Two days after restructuring their front office leadership, the Nuggets are entering the NBA draft without a pick.
Blame Aaron Gordon. He was the crowning jewel of an eventual championship-winning core, but acquiring him from Orlando four years ago cost the Denver its 2025 first-rounder.
Probably worth it.
But it sets the stage for a boring Wednesday night at Ball Arena, in all likelihood. The Nuggets also said sayonara to their 2025 second-round pick in an expensive salary-shaving trade last summer, making them the only team in the league without a selection this week. The first round is Wednesday (6 p.m. MT, ESPN), exactly 30 hours after Ben Tenzer and Jon Wallace were introduced as unofficial co-general managers. The second round is Thursday, same time, same network.
“We have a great group of front office people that have been working around the clock before Jon started,” said Tenzer, who was Denver’s interim GM before being named executive VP of basketball operations. “So we feel very comfortable with the draft, and we’re always going to be aggressive looking at getting a good player.”

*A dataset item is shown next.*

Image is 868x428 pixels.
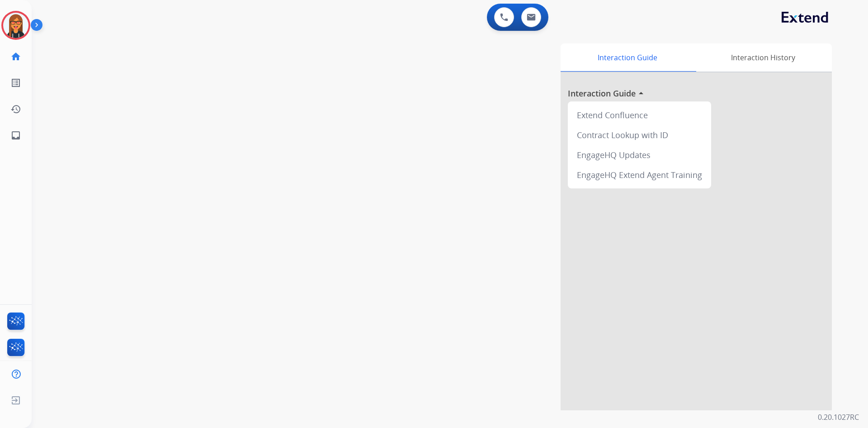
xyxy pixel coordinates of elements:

Last year, former general manager Calvin Booth identified a prospect he was hellbent to obtain and traded up six spots for him. That move emptied the cupboard, burning another three second-round picks. What would it take for Denver’s new management to try something similar?

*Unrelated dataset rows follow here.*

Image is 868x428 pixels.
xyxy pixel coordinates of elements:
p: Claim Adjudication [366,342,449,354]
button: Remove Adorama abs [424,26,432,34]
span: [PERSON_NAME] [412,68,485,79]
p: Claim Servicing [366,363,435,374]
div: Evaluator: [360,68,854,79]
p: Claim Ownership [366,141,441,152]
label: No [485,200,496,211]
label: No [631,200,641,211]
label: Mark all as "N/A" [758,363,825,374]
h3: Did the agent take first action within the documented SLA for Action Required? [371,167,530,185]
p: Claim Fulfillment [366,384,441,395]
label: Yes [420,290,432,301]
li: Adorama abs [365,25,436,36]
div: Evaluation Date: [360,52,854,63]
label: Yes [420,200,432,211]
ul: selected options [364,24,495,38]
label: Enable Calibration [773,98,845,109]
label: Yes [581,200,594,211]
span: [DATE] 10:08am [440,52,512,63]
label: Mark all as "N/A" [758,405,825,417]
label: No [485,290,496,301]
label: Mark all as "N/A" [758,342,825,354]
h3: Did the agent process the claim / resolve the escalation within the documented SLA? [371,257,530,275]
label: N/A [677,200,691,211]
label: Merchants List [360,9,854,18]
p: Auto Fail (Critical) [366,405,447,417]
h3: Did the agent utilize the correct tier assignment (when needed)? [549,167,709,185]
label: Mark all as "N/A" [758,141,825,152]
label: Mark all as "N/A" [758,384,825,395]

Trading into the draft from entirely outside of it would be an even more dramatic gambit than what Booth did for DaRon Holmes II. The Nuggets’ only future pick eligible to be traded on draft night is their 2031 first-rounder.
To spend that lone resource on another young and unproven player, especially outside of the lottery (top 14), would be a massively risky allocation — not to mention a rebuke of Josh Kroenke’s decision to fire Booth. The ex-general manager made it his annual strategy to sacrifice future draft capital for immediate late first-round talent, such as Holmes, Julian Strawther and Peyton Watson.
It would be noticeably ironic for Tenzer and Wallace to begin their tenure with a similar maneuver, even if it turned out to be successful.
The more plausible draft-entry strategy for them would be to offer future pick-swap rights or one of their current players. After multiple years of development invested in most of Booth’s draftees, that type of deal would also be risky in its own right. What guarantees that a new player selected in the 20s will immediately be better than Strawther, who recently supplied the performance of his life in a playoff elimination game?
Whether or not Tenzer and Wallace want to acquire a pick, they will likely spend Wednesday and Thursday canvassing for opportunities to get involved in salary-for-salary trades, perhaps even as a third party. The draft is widely anticipated to be the epicenter of transaction season for many teams around the league this year, with some front offices desperate to avoid the competitive ramifications of the luxury tax aprons, and others eager to tinker with their depth charts.
If the Nuggets want to accomplish the latter or simply clear out Dario Saric’s remaining $5.4 million to add space, they might be enabled by the sheer activity of the market. Already in the days leading up to the draft, player movement has been frequent. Saric’s contract could be useful as a salary-matching device if two teams are hoping to complete a trade but aren’t allowed to do so without help. Convenient transactions could materialize.
But that’s the reality of the Nuggets’ situation this week — not much to do other than place a few phone calls, cross their collective fingers and, by the time it’s over, probably twiddle their thumbs.
“Right now it’s just being patient, kind of checking out the landscape, seeing what’s there, what could come our way,” Wallace said Tuesday. “… We’ll do our due diligence to kind of be ahead of the curve and be prepared for whatever might shake itself out.”